A no-deal Brexit will be back on the table if the UK proceeds with triggering Article 16 of the Northern Ireland Protocol, members of the House of Lords have told a Dáil committee.
Lord Jay of Ewelme, chair of the House of Lords sub-Committee on the Protocol on Ireland/Northern Ireland, said a triggering of Article 16 risked resetting negotiations and could result in a no-deal Brexit.
He said: “I agree with you very much on what to say about the risks of Article 16 being imposed or being triggered and the response to Article 16 by the European Union, potentially leading to all the complicated negotiations with the prospect of a no-deal as the last stage. That is one end of the spectrum.
“The other end of the spectrum, which I think we can’t rule it out, and I certainly wouldn’t want to rule out, although I must say that the prospects are not looking brilliant at the moment, is for a negotiated settlement to be reached between now and Christmas or over Christmas.
“I don’t think we can rule that out.”
The comments came at a joint meeting between the Oireachtas Committee on the implementation of the Good Friday Agreement with the House of Lords Committee and the Seanad Special Select Committee on Brexit on Wednesday.
On Tuesday, Táiniste Leo Varadkar said EU retaliatory action should be expected if London unilaterally activates Article 16 of the protocol to suspend post-Brexit checks on goods moving from Great Britain to Northern Ireland.

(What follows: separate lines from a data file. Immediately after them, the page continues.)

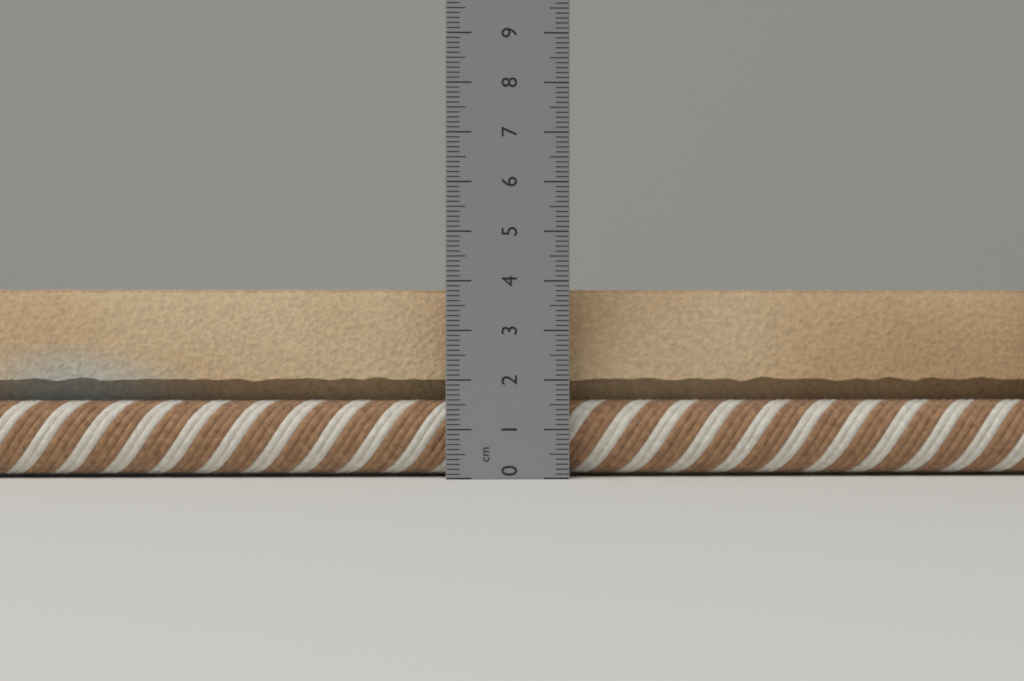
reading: 3.9 cm
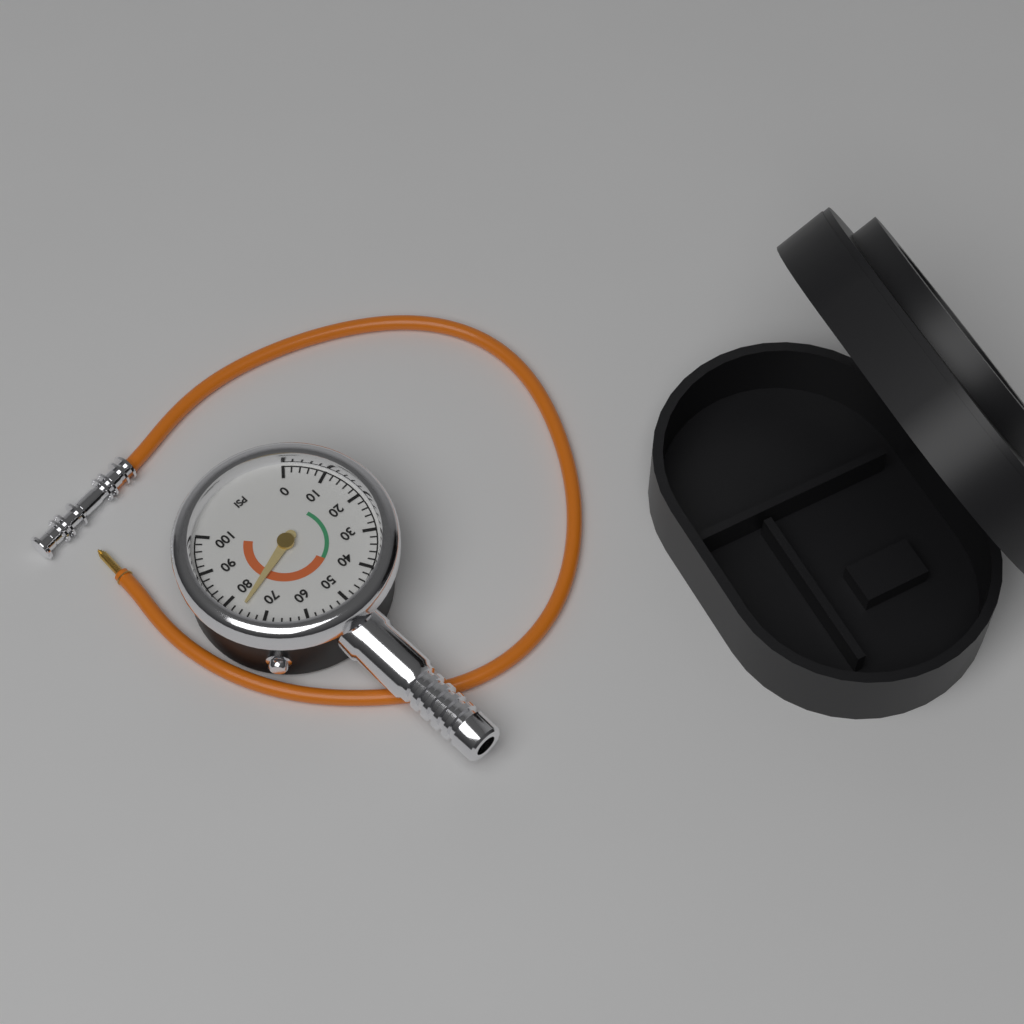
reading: 76 psi
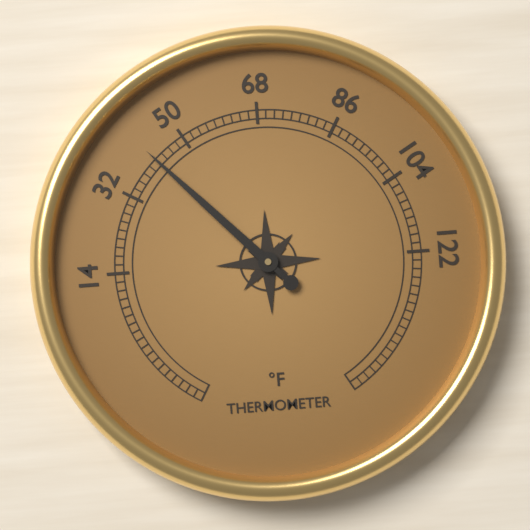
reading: 42 °F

He said the Irish Government is reactivating no-deal contingency planning in preparation for a potential unravelling of the Brexit deal.

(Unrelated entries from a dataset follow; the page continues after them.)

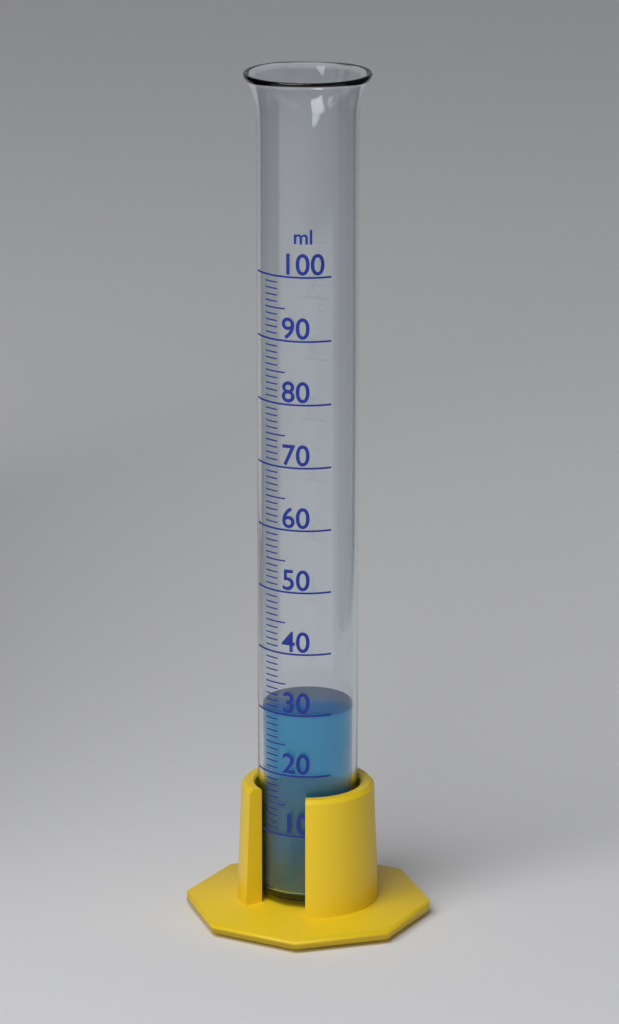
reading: 30 ml
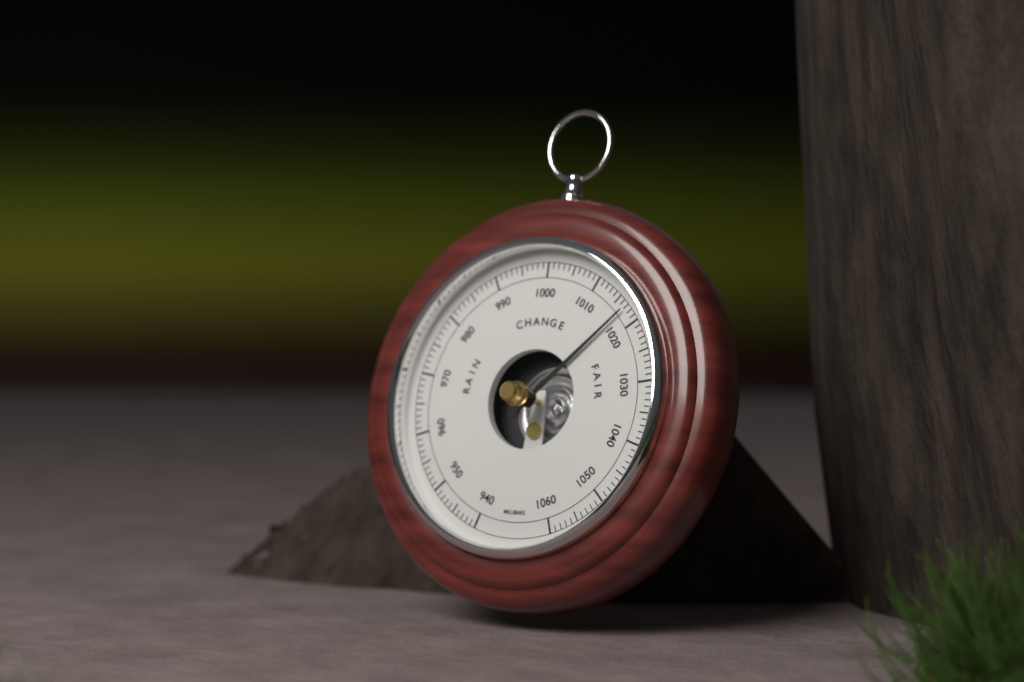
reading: 1017 mbar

Talks between London and Brussels over the contentious protocol remain deadlocked and there is growing speculation that the UK is poised to trigger Article 16 in the coming days.
Lord Hain, a former secretary of state for Northern Ireland, told the committee that a move to trigger Article 16 by the UK government would be “aggressive and bombastic”.
He said: “If Lord Frost does announce the triggering of Article 16, that is a very aggressive and bombastic move by the British government, that I … fear has been coming for a while.
“We’re going to need to work together with you parliamentarians across the Irish Sea to try and cope with the fallout because I think it’ll be significant.
“It seems to me that his (Lord Frost’s) negotiating stance under the prime minister Boris Johnson has pointed to the triggering of Article 16 and a confrontation, which in my view is not designed to solve the problem.
“It is designed to appeal to the Conservative Party’s Brexit base, which is a total and radical departure from the close relationship of trust that was painstakingly built over decades between Dublin and London.
“And given the tangled history of the two countries and the two centres, to destroy that trust is very, very serious indeed.
“We’ve got to do our best, if this transpires, and it’s already badly damaged that trust.
“If this transpires we’ve got to do our best to rebuild trust and strengthen it between ourselves, as it were, in parallel to what’s going on from London.”